**What you are asked to do:** Return the listing verbatim, images left out.

**Material provided:**

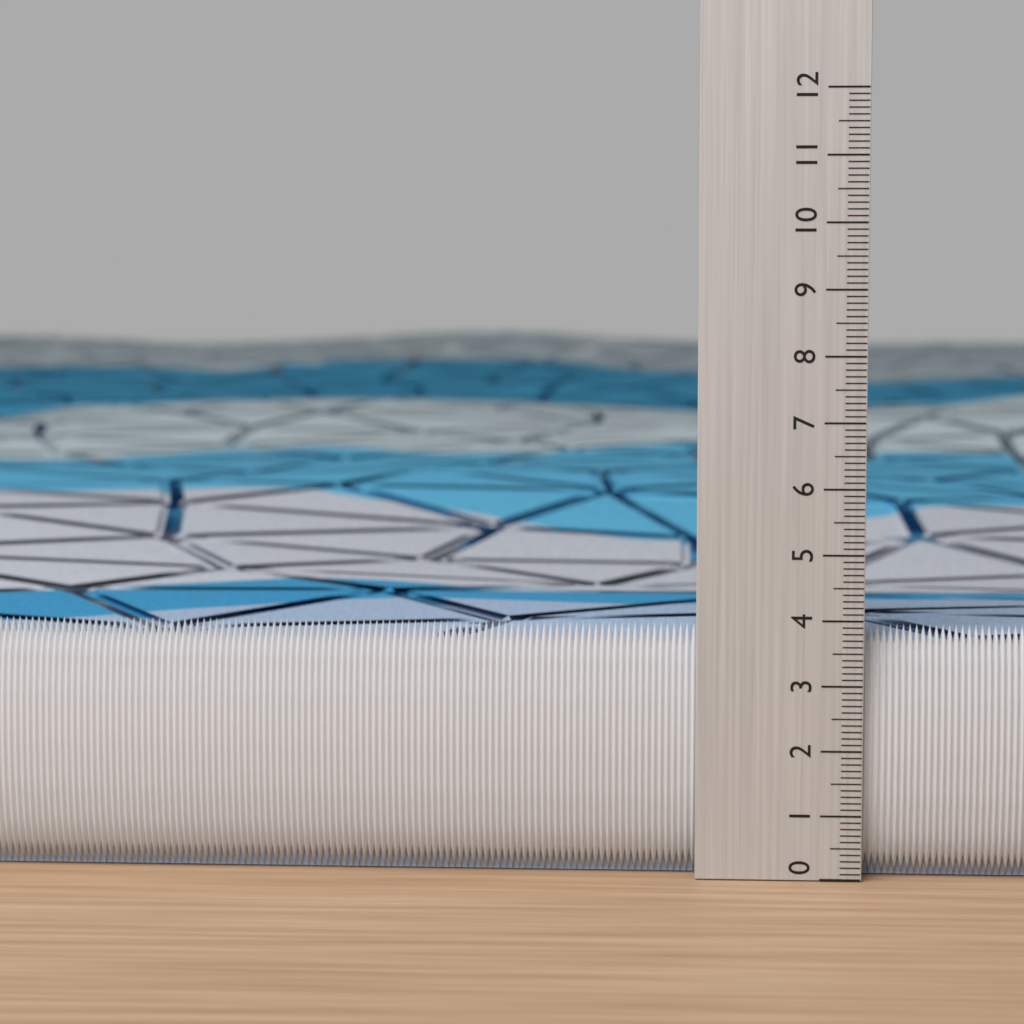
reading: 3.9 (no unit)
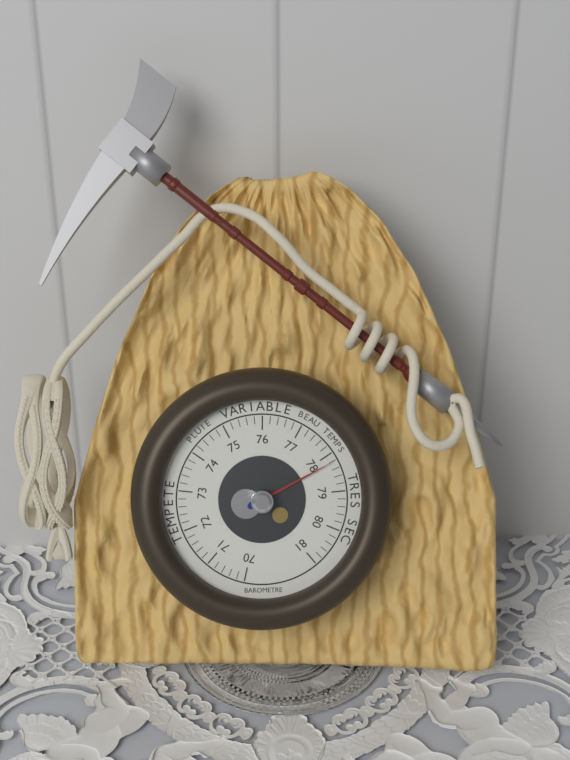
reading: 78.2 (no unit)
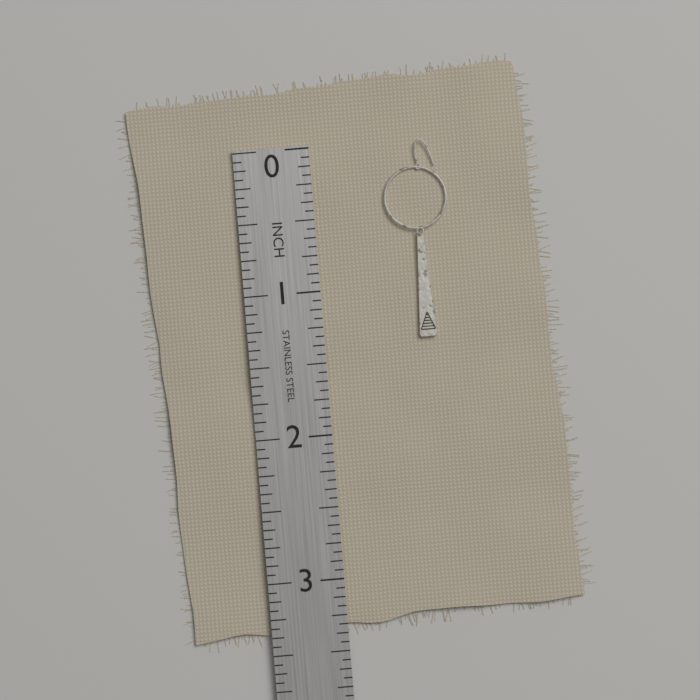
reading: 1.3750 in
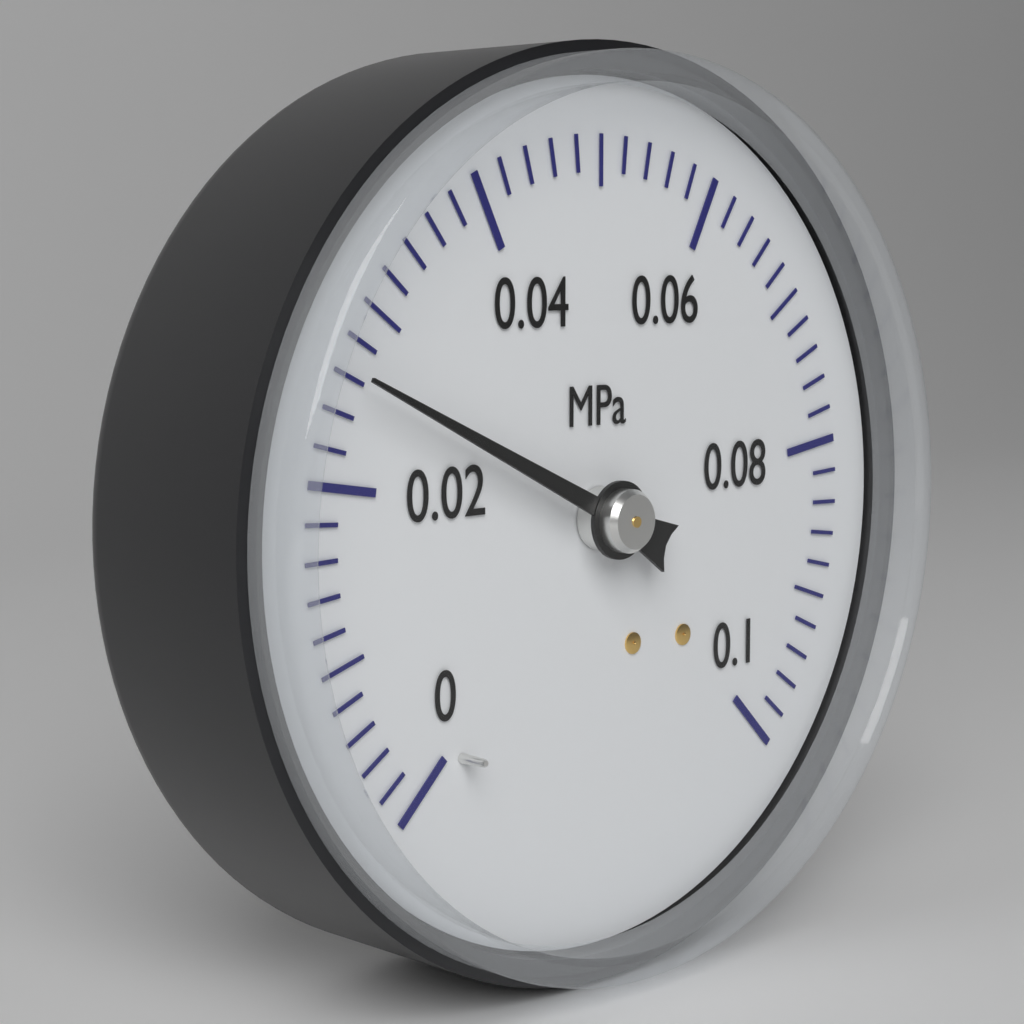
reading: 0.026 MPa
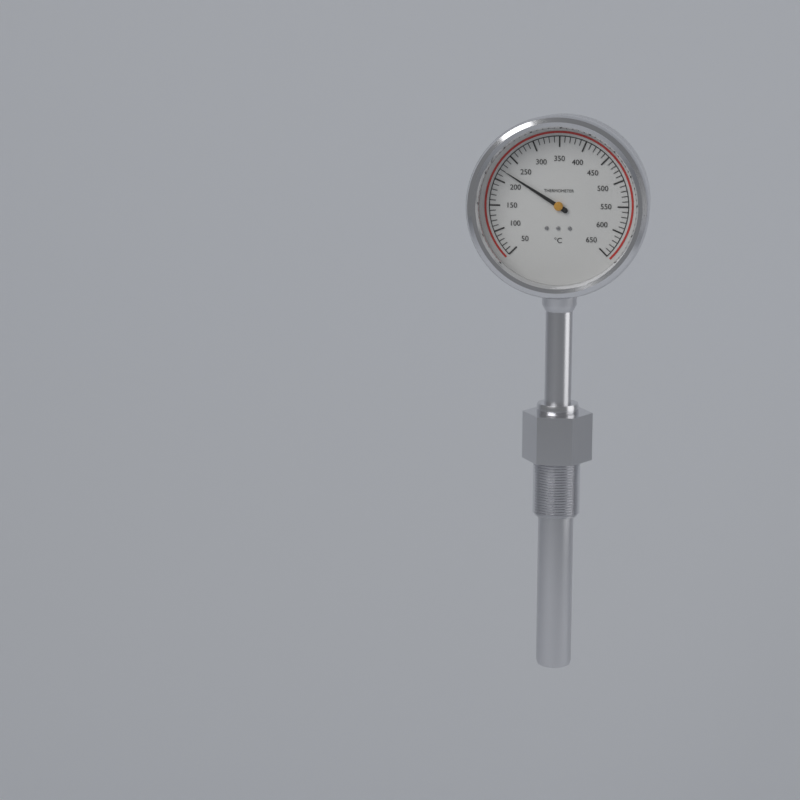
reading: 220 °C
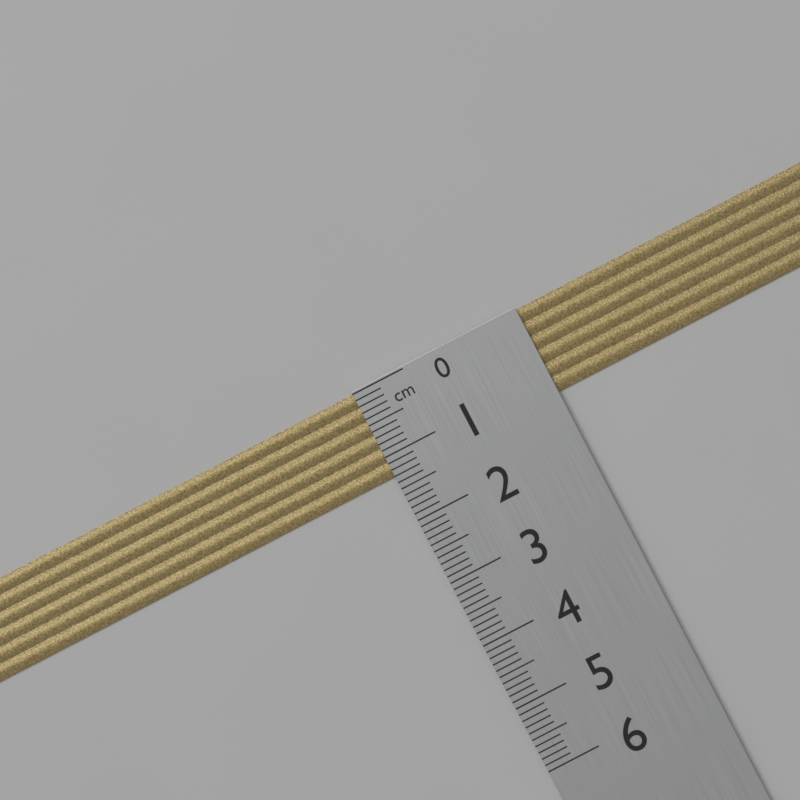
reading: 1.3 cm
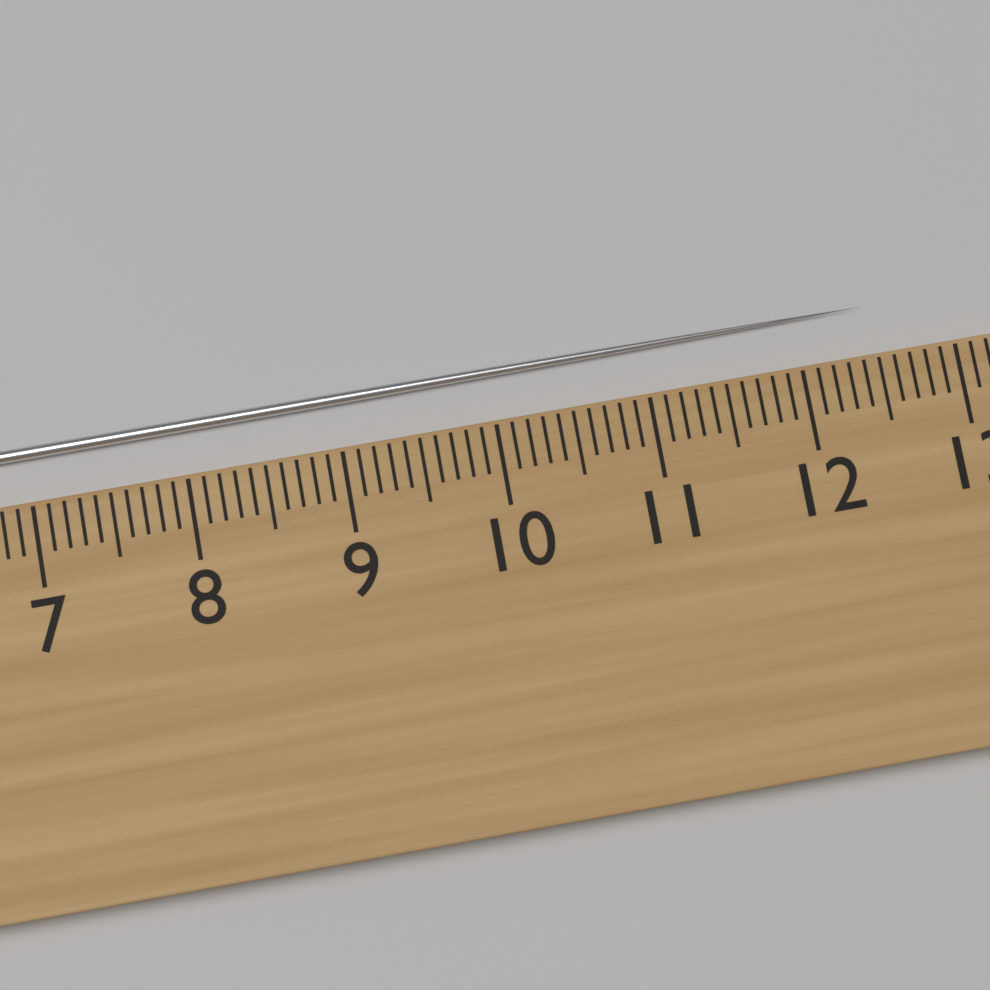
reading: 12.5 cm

**Result of this task:**
reading: 3.9 (no unit)
reading: 78.2 (no unit)
reading: 1.3750 in
reading: 0.026 MPa
reading: 220 °C
reading: 1.3 cm
reading: 12.5 cm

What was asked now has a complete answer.